We are just done with the TRANSFORM part of the ETL here.
Finally the LOAD part of the ETL. What if you want to save this transformed data? Well, you have many options available, RDBMS, XML or JSON.
output.write.format('json').save('filtered.json')
When you run it Sparks create the following folder/file structure.
It created a folder with the name of the file, in our case it is filtered.json. Then, a file with the name _SUCCESS tells whether the operation was a success or not. In case it fails a file with the name _FAILURE is generated. Then, you find multiple files here. The reason for multiple files is that each work is involved in the operation of writing in the file. If you want to create a single file(which is not recommended) then coalesce
can be used that collects and reduces the data from all partitions to a single dataframe.
output.coalesce(1).write.format('json').save('filtered.json')
And it will output the following data:
{"total":328,"City":"Naypyitaw"} {"total":332,"City":"Mandalay"} {"total":340,"City":"Yangon"}
MySQL and Apache Spark Integration
The above dataframe contains the transformed data. We would like to load this data into MYSQL for further usage like Visualization or showing on an app.
First, we need the MySQL connector library to interact with Spark. We will download the connector from MySQL website and put it in a folder. We will amend SparkSession
to include the JAR file.
scSpark = SparkSession \ .builder \ .appName("reading csv") \ .config("spark.driver.extraClassPath", "/usr/local/spark/jars/mysql-connector-java-8.0.16.jar") \ .getOrCreate()
output = scSpark.sql('SELECT COUNT(*) as total, City from sales GROUP BY City') output.show() output.write.format('jdbc').options( url='jdbc:mysql://localhost/spark', driver='com.mysql.cj.jdbc.Driver', dbtable='city_info', user='root', password='root').mode('append').save()
I created the required Db and table in my DB before running the script.
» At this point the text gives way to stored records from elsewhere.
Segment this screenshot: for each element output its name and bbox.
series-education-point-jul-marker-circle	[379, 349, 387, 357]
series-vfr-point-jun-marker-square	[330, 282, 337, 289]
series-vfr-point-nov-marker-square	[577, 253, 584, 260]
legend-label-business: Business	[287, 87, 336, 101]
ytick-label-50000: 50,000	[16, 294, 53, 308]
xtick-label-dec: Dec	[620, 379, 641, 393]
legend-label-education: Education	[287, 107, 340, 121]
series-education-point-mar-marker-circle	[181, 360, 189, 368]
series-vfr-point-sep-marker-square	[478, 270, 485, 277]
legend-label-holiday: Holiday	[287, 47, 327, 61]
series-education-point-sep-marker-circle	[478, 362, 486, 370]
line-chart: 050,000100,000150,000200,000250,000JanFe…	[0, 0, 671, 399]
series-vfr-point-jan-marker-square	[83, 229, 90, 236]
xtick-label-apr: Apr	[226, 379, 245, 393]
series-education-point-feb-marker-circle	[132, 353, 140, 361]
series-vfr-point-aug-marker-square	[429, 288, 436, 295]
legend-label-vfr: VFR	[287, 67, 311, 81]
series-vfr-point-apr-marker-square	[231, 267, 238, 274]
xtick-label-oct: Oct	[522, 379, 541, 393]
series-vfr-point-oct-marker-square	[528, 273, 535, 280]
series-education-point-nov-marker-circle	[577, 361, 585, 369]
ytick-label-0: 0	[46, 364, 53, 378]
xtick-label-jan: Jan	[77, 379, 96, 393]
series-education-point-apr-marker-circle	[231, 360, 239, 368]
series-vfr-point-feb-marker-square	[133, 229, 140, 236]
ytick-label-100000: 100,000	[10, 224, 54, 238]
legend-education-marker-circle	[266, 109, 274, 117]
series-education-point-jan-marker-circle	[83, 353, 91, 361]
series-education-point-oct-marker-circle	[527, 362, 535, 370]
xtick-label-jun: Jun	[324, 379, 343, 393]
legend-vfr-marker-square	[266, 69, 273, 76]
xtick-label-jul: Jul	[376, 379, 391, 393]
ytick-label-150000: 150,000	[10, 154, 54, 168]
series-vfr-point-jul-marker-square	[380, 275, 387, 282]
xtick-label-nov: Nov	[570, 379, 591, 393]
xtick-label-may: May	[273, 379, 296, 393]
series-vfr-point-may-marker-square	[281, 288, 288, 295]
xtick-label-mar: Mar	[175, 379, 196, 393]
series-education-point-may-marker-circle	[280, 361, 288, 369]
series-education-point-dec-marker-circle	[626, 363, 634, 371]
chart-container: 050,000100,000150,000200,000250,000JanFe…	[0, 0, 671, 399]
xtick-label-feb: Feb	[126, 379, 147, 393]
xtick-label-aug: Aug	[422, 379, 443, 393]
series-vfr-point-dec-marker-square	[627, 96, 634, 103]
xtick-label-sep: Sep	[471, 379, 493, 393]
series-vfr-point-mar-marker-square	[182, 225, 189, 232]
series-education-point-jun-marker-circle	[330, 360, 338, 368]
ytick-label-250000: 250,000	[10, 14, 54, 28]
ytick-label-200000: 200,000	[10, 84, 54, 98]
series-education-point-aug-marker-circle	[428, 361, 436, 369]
If all goes well you should see the result like below:
As you can see, Spark makes it easier to transfer data from One data source to another.
Conclusion
Apache Spark is a very demanding and useful Big Data tool that helps to write ETL very easily. You can load the Petabytes of data and can process it without any hassle by setting up a cluster of multiple nodes. This tutorial just gives you the basic idea of Apache Spark’s way of writing ETL. You should check the docs and other resources to dig deeper.